Let’s use this spot to post questions for Honors Precalculus, Unit 4, Section 6!

Happy blogging,
Mrs. Corricelli

6 Responses to “Section 6 (Graphs of Other Trig Fcns)”

  1. Colleen Lynch says:

    I am completely lost on number 51. Anyone have any suggestions because I looked up the work on clac chat but it wasn’t much help

  2. Becca van Stolk-Cooke says:

    Hey colleen I wish I could help but im lost too. I’m confused on 35 basically onward. I understand that to fine cosec i need to graph the sin, but I’m having a hard time with that too.

  3. Colleen Lynch says:

    Alright it might help to write out all the portions of the graph sin aka the ampitude period and phshfit and then find the start and end of one period.
    So y=2cos(x+pi)
    a=2, b=1, and c= -pi
    so the amplitude is 2 the period is 2pi because you use 2pi/b and the phshift is -pi because it is c/b

    Then I found the start and end
    x+pi=0
    x=negativepi and the end x+pi=2pi
    so x=pi

    From there you should beable to graph sin knowing that it starts with a max, int, min, int, max for one period.

    After that I drew dotted lines through the intersepts because they are asympotes in y=2sec(x+pi). Then I drew curves starting at the maxes and mins.
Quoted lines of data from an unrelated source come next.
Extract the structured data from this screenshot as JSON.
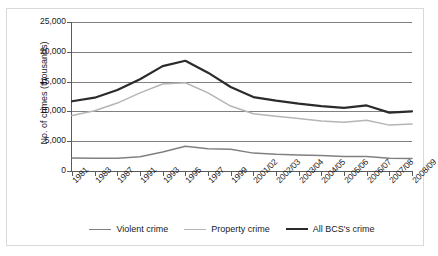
{
  "chart_data": {
    "type": "line",
    "title": "",
    "xlabel": "",
    "ylabel": "No. of crimes (thousands)",
    "ylim": [
      0,
      25000
    ],
    "yticks": [
      0,
      5000,
      10000,
      15000,
      20000,
      25000
    ],
    "ytick_labels": [
      "0",
      "5,000",
      "10,000",
      "15,000",
      "20,000",
      "25,000"
    ],
    "grid": true,
    "legend_position": "bottom",
    "categories": [
      "1981",
      "1983",
      "1987",
      "1991",
      "1993",
      "1995",
      "1997",
      "1999",
      "2001/02",
      "2002/03",
      "2003/04",
      "2004/05",
      "2005/06",
      "2006/07",
      "2007/08",
      "2008/09"
    ],
    "series": [
      {
        "name": "Violent crime",
        "color": "#808080",
        "values": [
          2200,
          2150,
          2150,
          2400,
          3200,
          4150,
          3750,
          3650,
          3000,
          2800,
          2700,
          2600,
          2450,
          2450,
          2150,
          2100
        ]
      },
      {
        "name": "Property crime",
        "color": "#b5b5b5",
        "values": [
          9300,
          10100,
          11400,
          13100,
          14600,
          14800,
          13100,
          10900,
          9600,
          9200,
          8800,
          8400,
          8200,
          8500,
          7700,
          7900
        ]
      },
      {
        "name": "All BCS's crime",
        "color": "#2b2b2b",
        "values": [
          11700,
          12300,
          13600,
          15400,
          17600,
          18500,
          16500,
          14100,
          12400,
          11800,
          11300,
          10900,
          10600,
          11000,
          9800,
          10000
        ]
      }
    ]
  },
  "legend": {
    "items": [
      {
        "label": "Violent crime",
        "color": "#808080",
        "width": 1.6
      },
      {
        "label": "Property crime",
        "color": "#b5b5b5",
        "width": 1.6
      },
      {
        "label": "All BCS's crime",
        "color": "#2b2b2b",
        "width": 2.4
      }
    ]
  },
  "caption": ""
}
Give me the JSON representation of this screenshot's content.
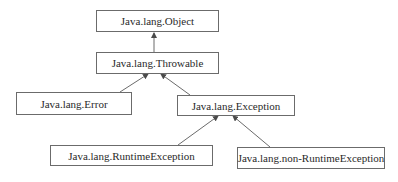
{
  "diagram": {
    "type": "class-hierarchy",
    "nodes": {
      "object": {
        "label": "Java.lang.Object"
      },
      "throwable": {
        "label": "Java.lang.Throwable"
      },
      "error": {
        "label": "Java.lang.Error"
      },
      "exception": {
        "label": "Java.lang.Exception"
      },
      "runtime_exception": {
        "label": "Java.lang.RuntimeException"
      },
      "non_runtime_exception": {
        "label": "Java.lang.non-RuntimeException"
      }
    },
    "edges": [
      {
        "from": "Java.lang.Throwable",
        "to": "Java.lang.Object"
      },
      {
        "from": "Java.lang.Error",
        "to": "Java.lang.Throwable"
      },
      {
        "from": "Java.lang.Exception",
        "to": "Java.lang.Throwable"
      },
      {
        "from": "Java.lang.RuntimeException",
        "to": "Java.lang.Exception"
      },
      {
        "from": "Java.lang.non-RuntimeException",
        "to": "Java.lang.Exception"
      }
    ],
    "colors": {
      "stroke": "#6b6b6b",
      "text": "#2a2a2a",
      "background": "#ffffff"
    }
  }
}
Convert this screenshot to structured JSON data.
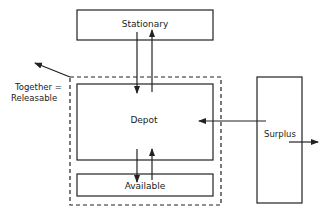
{
  "diagram": {
    "nodes": {
      "stationary": {
        "label": "Stationary"
      },
      "depot": {
        "label": "Depot"
      },
      "available": {
        "label": "Available"
      },
      "surplus": {
        "label": "Surplus"
      }
    },
    "group": {
      "label_line1": "Together =",
      "label_line2": "Releasable",
      "style": "dashed"
    },
    "edges": [
      {
        "from": "stationary",
        "to": "depot"
      },
      {
        "from": "depot",
        "to": "stationary"
      },
      {
        "from": "depot",
        "to": "available"
      },
      {
        "from": "available",
        "to": "depot"
      },
      {
        "from": "surplus",
        "to": "depot"
      },
      {
        "from": "surplus",
        "to": "outside"
      },
      {
        "from": "group",
        "to": "outside"
      }
    ],
    "colors": {
      "line": "#222222",
      "background": "#ffffff"
    }
  }
}
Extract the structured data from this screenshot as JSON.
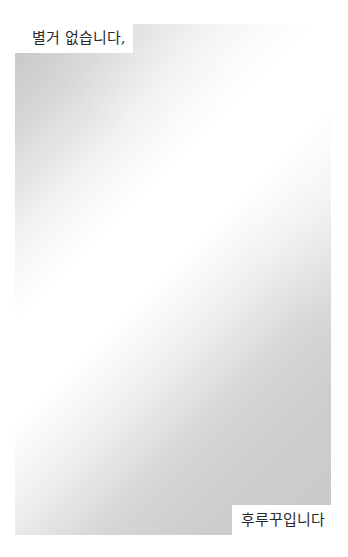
{
  "caption_top": "별거 없습니다,",
  "caption_bottom": "후루꾸입니다",
  "colors": {
    "background": "#ffffff",
    "panel_dark": "#c4c4c4",
    "panel_light": "#ffffff",
    "text": "#2a2a2a"
  }
}
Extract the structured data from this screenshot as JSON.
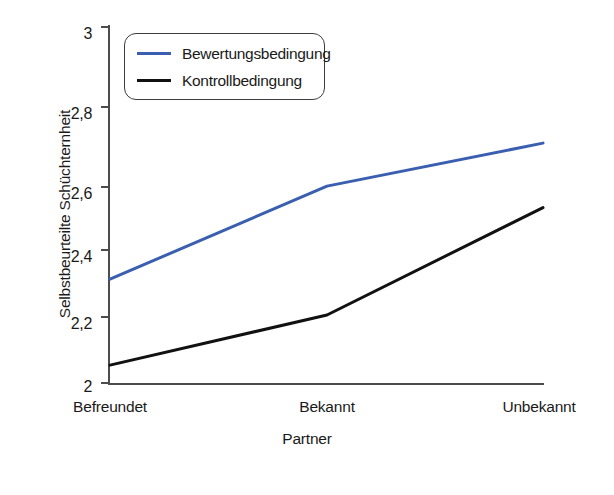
{
  "chart_data": {
    "type": "line",
    "title": "",
    "xlabel": "Partner",
    "ylabel": "Selbstbeurteilte Schüchternheit",
    "categories": [
      "Befreundet",
      "Bekannt",
      "Unbekannt"
    ],
    "ylim": [
      2,
      3
    ],
    "yticks": [
      "2",
      "2,2",
      "2,4",
      "2,6",
      "2,8",
      "3"
    ],
    "ytick_values": [
      2,
      2.2,
      2.4,
      2.6,
      2.8,
      3
    ],
    "grid": false,
    "legend_position": "top-left",
    "series": [
      {
        "name": "Bewertungsbedingung",
        "color": "#3a5fb0",
        "values": [
          2.29,
          2.55,
          2.67
        ]
      },
      {
        "name": "Kontrollbedingung",
        "color": "#111111",
        "values": [
          2.05,
          2.19,
          2.49
        ]
      }
    ]
  },
  "legend": {
    "items": [
      {
        "label": "Bewertungsbedingung",
        "swatch": "blue-line-swatch"
      },
      {
        "label": "Kontrollbedingung",
        "swatch": "black-line-swatch"
      }
    ]
  },
  "axes": {
    "y_title": "Selbstbeurteilte Schüchternheit",
    "x_title": "Partner",
    "y_ticks": [
      "3",
      "2,8",
      "2,6",
      "2,4",
      "2,2",
      "2"
    ],
    "x_ticks": [
      "Befreundet",
      "Bekannt",
      "Unbekannt"
    ]
  }
}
    I don’t know if that would help and if it doesn’t try looking up the answer on clac chat because the work there might be more clear than mine

  4. Colin Kuntz period 6 says:

    Colleen, for 51 you need to graph y=cotx and then find at which points cotx = -sqrt(3)/3 between [-2pi, 2pi]. I hope this helps but if you’re still having trouble try graphing y=cotx and y=-sqrt(3/3) in the same window and look at the intersection points.

  5. Will Thomas says:

    how do you know what bx-c equals for each of the different graphs? i know bx-c=2pi and 0 for sine and cosine functions, but what is on the right side for the others? is it the period and zero?

  6. corricelli says:

    OK Will:

    For each trig function, bx-c = “a number” to get the start of the curve. This could be anywhere; we just pick convenient places.

    In sin(x), bx-c = 0 to get the start of the curve, which will be an intercept.
    In cos(x), bx-c = 0 to get the start of the curve, which will be a min if a<0 or a max if a>0.
    In tan(x), bx-c = -pi/2 to get the start of the curve, which will be an asymptote.
    In cot(x), bx-c = 0, to get the start of the curve, which will be an asymptote.
    csc(x) and sec(x) are graphed relative to sine and cosine, respectively.